A fatal tram accident in Sarajevo claimed the life of 23-year-old student and young artist Erdoan Morankić from Brčko, a twin and student at the Academy of Fine Arts, and left four others injured, including a 17-year-old girl who had a leg amputated. The accident occurred when a tram derailed, leading to severe injuries that proved fatal for Morankić; emergency services and police intervened on the scene, and the case has since entered formal investigation. The driver, identified as A.K. (born 1978), was arrested on suspicion of causing the accident and faces a prosecution request for one month of custody due to the seriousness of the event and concerns about public unrest, while courts and investigators await expert findings on the technical state of the tram and infrastructure.
Across outlets, reports identify Erdoan as a promising art student and dorm resident in Sarajevo, originally from Brčko, who had recently mounted his first solo exhibition and was part of a close-knit family in which his twin brother played a central emotional role. Both opposition and pro-government coverage align in describing a wave of grief in Sarajevo and the wider region, highlighting tributes from professors, friends, and relatives, and emphasizing the human dimension of the tragedy rather than only its procedural-legal aspects. All sources acknowledge that the investigation is still ongoing, that the full causal chain (including any potential technical malfunction and institutional responsibility) has not yet been definitively established, and that the outcome will depend on expert analyses of the tram system and documentation from the urban transport company GRAS.
Points of Contention
Framing of responsibility. Opposition-aligned outlets largely omit detailed discussion of blame, focusing instead on the father’s loss and personal testimonies, and implicitly suggesting a broader sense of societal failure without naming specific institutions. Pro-government outlets, by contrast, foreground the driver’s arrest and legal status, but also stress early claims that a malfunction and not human error may be to blame, thereby distributing responsibility away from an individual operator. While both sides accept that the investigation is ongoing, pro-government coverage more clearly positions the driver as potentially less culpable, whereas opposition pieces leave the question of responsibility open and morally diffuse.
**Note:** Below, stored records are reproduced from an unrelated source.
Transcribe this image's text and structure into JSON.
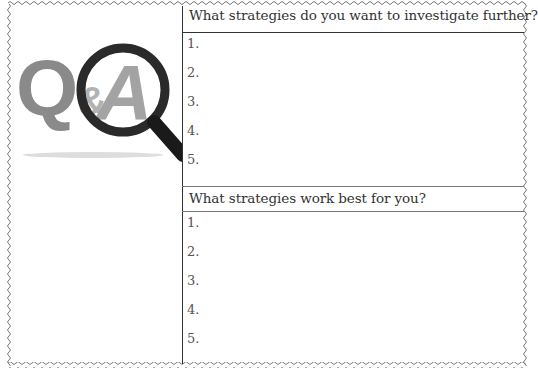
{
  "logo": {
    "text_q": "Q",
    "text_amp": "&",
    "text_a": "A",
    "icon": "magnifying-glass-icon"
  },
  "sections": [
    {
      "question": "What strategies do you want to investigate further?",
      "items": [
        "1.",
        "2.",
        "3.",
        "4.",
        "5."
      ]
    },
    {
      "question": "What strategies work best for you?",
      "items": [
        "1.",
        "2.",
        "3.",
        "4.",
        "5."
      ]
    }
  ]
}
Institutional performance and GRAS. Opposition coverage pays virtually no attention to GRAS or systemic transport issues, using the accident more as a lens on human tragedy and the fragility of life than as a case study of infrastructure governance. Pro-government outlets explicitly cite GRAS statements that point to likely technical failure and highlight the company’s cooperation with investigators, which subtly defends the public transport system by presenting it as responsive and engaged. This leads to a divergence in perceptions: opposition sources sidestep institutional narratives, while pro-government sources actively incorporate official voices and technical explanations that may mitigate institutional blame.
Emotional narrative and public mood. Opposition media dwell on intimate grief, quoting the father’s earlier public comments about his sons and the professor’s tribute, and emphasizing a sense of irrevocable loss and the moment when loved ones realize they could not protect him. Pro-government outlets are also emotional but weave that sentiment into a quasi-documentary account of the accident, including the twin brother’s premonition and the driver’s statement of sorrow, thus balancing pathos with procedural detail. As a result, opposition narratives come across as more elegiac and accusatory in a diffuse, moral sense, while pro-government narratives blend human interest with a structured account of events and official reactions.
Legal process and public order. Opposition-aligned coverage barely touches the detention request or legal mechanisms, treating the accident less as a judicial proceeding and more as a personal catastrophe resonating across society and the arts community. Pro-government sources, however, stress the prosecution’s move for one-month custody and the rationale of preventing public unrest, underscoring the state’s role in managing social tensions and ensuring that due process proceeds calmly. This creates a contrast in emphasis: opposition media implicitly channel public sorrow and anxiety without legal framing, whereas pro-government media underline state-led procedural responses meant to contain that same unrest.
In summary, opposition coverage tends to center the intimate grief of the family and artistic community while leaving responsibility structurally vague, while pro-government coverage tends to embed the tragedy within official narratives about technical causes, legal procedure, and the responsiveness of institutions.